From Third Worldism to Empire: Jean‐Luc Godard and the Palestine Question
2009; Routledge; Volume: 23; Issue: 5 Linguagem: Inglês
10.1080/09528820903185051
ISSN1475-5297
Autores Tópico(s)Jewish and Middle Eastern Studies
ResumoAbstract Through the lens of two films by the Swiss film‐maker Jean‐Luc Godard, Ici et ailleurs (1970–1974) and Notre musique (2004), in which he addresses the Palestine Question, the article sketches out the discursive shifts in geopolitical engagement from the French movement of Third Worldism to current cultural wars and interventionism. In the late 1960s and early 1970s artists, writers, journalists and film‐makers produced works speaking for and about revolutionary struggles in the Third World. When Third Worldism was dismissed as a sort of aberration of decadent Socialism that threatened people's rights, a new de‐ideologised form of emancipation of the people of the Third World called for the imperative to safeguard their human rights. This led to new figures of alterity in the 1980s and 1990s, the 'suffering other' that needs to be rescued and to the post‐colonial 'subaltern' demanding restitution, presupposing that visibility would follow emancipation. For Godard, contemporary righteous cultural (and actual) wars stand against a 'sky red with explosions and restored ruins, still in flames, purporting the false unity of a culturalised past as the condition of possibility of a present of 'coexistence'.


### YOUR GOAL
From the data that follows, copy every line with the string "Next".

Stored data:
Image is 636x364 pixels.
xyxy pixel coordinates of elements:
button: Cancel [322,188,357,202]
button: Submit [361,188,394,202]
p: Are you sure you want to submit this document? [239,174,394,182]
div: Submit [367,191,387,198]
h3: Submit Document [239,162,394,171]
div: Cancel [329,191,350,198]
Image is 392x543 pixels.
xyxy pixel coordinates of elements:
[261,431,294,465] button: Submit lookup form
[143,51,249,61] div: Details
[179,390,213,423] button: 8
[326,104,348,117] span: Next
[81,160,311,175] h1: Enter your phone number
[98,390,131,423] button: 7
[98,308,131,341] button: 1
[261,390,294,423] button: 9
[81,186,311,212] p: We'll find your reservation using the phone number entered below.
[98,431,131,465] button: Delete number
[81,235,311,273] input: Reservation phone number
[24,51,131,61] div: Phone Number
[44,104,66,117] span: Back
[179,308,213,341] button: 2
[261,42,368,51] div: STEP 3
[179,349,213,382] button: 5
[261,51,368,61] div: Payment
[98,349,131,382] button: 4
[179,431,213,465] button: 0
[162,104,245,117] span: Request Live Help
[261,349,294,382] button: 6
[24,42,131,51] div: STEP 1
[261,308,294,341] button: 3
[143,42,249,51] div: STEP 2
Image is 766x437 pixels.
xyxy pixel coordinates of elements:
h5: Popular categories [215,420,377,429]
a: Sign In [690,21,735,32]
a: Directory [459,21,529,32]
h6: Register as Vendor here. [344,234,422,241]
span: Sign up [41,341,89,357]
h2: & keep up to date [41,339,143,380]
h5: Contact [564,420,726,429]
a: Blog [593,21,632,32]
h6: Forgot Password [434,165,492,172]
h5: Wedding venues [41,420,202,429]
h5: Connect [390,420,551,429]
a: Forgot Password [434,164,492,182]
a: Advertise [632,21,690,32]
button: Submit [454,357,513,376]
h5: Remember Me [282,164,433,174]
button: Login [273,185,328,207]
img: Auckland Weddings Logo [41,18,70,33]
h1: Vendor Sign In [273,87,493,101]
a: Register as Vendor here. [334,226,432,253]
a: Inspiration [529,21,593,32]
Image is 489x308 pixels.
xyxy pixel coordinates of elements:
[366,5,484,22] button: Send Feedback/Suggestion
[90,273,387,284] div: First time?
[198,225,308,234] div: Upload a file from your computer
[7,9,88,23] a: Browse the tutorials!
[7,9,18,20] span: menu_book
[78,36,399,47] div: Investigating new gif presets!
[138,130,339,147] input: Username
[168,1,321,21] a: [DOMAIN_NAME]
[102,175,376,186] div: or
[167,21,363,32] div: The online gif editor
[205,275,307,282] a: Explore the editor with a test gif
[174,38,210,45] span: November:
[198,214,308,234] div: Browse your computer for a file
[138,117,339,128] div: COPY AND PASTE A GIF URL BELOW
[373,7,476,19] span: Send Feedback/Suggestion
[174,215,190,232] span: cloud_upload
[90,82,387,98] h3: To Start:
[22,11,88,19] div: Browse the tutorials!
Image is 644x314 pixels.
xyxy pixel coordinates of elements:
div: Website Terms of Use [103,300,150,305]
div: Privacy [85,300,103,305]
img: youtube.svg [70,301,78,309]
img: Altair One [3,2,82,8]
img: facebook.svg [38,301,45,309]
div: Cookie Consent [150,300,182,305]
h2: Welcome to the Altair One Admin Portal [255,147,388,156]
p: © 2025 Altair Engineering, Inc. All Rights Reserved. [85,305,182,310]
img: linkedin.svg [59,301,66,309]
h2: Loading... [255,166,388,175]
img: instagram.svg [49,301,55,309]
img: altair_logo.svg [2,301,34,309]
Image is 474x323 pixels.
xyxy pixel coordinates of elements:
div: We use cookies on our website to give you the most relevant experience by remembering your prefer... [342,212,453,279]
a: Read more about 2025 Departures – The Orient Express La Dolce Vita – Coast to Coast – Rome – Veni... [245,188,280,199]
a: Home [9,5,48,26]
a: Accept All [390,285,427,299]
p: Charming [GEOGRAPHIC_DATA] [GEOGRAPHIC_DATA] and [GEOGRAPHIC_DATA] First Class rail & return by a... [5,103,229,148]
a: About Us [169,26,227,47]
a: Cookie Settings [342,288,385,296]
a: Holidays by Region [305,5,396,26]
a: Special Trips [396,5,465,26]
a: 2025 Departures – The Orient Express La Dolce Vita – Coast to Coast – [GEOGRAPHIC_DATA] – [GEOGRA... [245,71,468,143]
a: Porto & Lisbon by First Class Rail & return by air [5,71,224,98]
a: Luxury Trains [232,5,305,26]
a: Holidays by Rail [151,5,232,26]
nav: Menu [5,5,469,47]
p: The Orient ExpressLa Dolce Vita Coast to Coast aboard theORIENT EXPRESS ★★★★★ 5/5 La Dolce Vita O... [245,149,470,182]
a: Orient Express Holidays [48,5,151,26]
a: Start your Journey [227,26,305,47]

--

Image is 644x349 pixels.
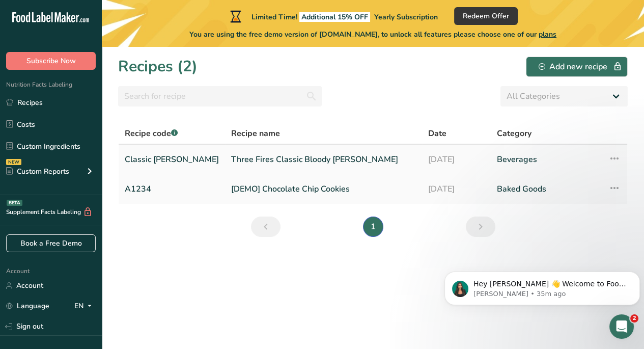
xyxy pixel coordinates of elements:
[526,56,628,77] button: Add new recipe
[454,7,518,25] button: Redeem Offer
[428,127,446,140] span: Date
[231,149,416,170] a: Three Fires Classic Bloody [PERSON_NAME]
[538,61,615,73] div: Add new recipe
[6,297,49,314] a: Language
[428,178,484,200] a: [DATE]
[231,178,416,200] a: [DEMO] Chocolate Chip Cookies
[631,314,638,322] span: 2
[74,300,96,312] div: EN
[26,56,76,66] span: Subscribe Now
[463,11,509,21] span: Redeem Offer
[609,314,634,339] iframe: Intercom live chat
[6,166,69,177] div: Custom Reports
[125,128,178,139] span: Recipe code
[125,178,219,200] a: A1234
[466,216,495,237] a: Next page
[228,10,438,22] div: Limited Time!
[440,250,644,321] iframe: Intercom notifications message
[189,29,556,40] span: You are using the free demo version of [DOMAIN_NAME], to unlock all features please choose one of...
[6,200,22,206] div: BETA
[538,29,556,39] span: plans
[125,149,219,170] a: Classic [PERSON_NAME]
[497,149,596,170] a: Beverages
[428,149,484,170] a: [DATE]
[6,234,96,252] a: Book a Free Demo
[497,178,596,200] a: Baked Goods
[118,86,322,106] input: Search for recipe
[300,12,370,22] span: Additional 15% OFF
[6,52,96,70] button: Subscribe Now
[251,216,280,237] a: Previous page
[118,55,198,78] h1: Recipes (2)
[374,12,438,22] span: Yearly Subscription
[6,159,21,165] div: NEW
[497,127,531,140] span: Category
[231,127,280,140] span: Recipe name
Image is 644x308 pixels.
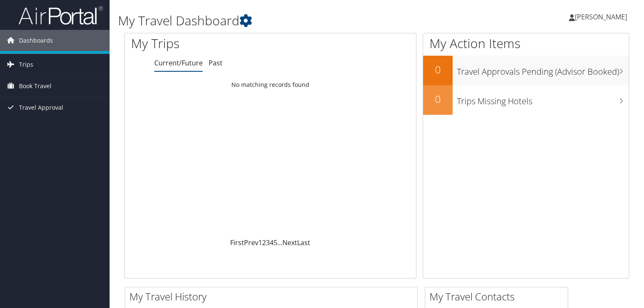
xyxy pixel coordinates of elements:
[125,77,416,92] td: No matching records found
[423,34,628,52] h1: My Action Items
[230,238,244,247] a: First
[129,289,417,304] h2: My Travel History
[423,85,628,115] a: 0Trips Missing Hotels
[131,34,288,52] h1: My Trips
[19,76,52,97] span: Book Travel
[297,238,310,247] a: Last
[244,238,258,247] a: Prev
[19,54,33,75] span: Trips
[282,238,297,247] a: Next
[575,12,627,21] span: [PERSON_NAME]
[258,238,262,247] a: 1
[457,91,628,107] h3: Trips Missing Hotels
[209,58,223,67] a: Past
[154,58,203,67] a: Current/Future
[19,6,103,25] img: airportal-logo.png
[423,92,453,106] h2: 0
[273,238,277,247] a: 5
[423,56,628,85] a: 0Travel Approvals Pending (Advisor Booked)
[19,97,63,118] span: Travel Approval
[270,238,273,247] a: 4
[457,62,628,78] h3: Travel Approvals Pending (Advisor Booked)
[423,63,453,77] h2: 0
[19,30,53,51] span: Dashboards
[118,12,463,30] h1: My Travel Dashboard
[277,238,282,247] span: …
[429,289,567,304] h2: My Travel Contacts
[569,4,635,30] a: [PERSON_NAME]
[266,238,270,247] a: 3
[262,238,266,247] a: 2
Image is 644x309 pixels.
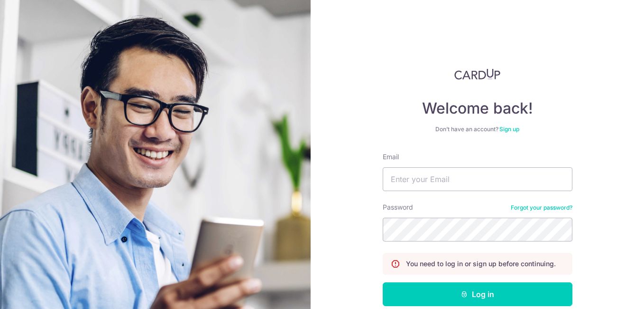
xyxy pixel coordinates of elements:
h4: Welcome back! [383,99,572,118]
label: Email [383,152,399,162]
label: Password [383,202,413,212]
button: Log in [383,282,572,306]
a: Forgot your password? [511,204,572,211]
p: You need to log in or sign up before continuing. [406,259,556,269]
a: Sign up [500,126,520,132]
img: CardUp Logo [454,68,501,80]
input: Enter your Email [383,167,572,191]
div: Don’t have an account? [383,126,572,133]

### SOLUTION FOR THIS PROBLEM
[326,104,348,117] span: Next
[466,216,495,237] a: Next page
[282,238,297,247] a: Next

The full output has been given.